A postfix regular expression acting on a binary alphabet (specification from this post) can be described using the following grammar,
R → 0 or 1 or _ or ! or RR; or RR| or R+
where,
0
and 1
match their selves,
!
matches nothing,
_
matches the empty string,
;
is concatenation,
|
is alternation,
R+
matches 1 or more occurrences of R
.
(The linked post above gives some example regular expressions and the strings it matches.)
What is the slowest growing upper bound on the length of the regular expression complementary to another regular expression as a function of the length of the latter?
So far, I have a double exponential. I show that an "input" regular expression $r_1$ will give an NFA that has 1 more state than the length of $r_1$. By the powerset construction, the resulting DFA will a maximum of have $2^{1+\text{length(}r_1\text{)}}$ states. Clearly, the complementary DFA will have the same number of states, i.e. the same size.
I then use an algorithm to construct a regular expression given a DFA to get the upper bound of the length of this regular expression as a function of the size of the DFA. This gave another exponential, $\frac{16}{3}(4^n-1)$ where $n$ is the size of the DFA.
Combining the two gives $\frac{16}{3}(4^{2^{n+1}}-1)$, where $n$ is the length of $r_1$, as the length of the complementary regular expression. I am not concerned about the constants, as stated in the question, only how fast it grows. So, if I got my big-O notation correct, this gives $O\left(4^{2^n}\right)$.
This seems unnecessarily large, can it be lower? Can it be lowered to a mere exponential?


• _What is expected_
Collect all lines below with the string "Dados".

• _Provided data_
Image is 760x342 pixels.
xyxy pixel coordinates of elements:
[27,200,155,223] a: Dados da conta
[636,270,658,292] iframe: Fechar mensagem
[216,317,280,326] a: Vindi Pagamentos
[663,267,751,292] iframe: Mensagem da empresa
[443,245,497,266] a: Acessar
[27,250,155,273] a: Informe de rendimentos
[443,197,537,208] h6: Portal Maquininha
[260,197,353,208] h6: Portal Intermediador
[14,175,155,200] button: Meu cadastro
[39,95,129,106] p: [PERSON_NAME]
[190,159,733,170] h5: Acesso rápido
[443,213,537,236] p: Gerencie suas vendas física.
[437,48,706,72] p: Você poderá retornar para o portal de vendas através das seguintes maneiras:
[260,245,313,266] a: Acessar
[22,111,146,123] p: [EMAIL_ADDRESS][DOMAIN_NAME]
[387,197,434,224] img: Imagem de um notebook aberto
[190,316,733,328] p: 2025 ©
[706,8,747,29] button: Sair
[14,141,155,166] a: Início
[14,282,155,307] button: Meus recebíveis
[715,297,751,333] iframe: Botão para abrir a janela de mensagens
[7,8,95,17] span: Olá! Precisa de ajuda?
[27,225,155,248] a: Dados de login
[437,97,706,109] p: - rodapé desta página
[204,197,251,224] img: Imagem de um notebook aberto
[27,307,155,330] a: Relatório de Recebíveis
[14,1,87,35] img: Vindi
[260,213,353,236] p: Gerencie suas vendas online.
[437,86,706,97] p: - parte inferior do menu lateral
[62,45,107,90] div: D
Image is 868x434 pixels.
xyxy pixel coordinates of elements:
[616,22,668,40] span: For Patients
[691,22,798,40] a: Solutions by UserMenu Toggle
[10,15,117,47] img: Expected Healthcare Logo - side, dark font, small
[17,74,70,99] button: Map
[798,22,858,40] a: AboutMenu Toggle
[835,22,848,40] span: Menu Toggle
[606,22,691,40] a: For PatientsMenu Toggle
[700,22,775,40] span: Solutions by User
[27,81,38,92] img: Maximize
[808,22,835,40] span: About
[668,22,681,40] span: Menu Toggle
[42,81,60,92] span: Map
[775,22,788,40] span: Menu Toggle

• _Task solution_
[27,200,155,223] a: Dados da conta
[27,225,155,248] a: Dados de login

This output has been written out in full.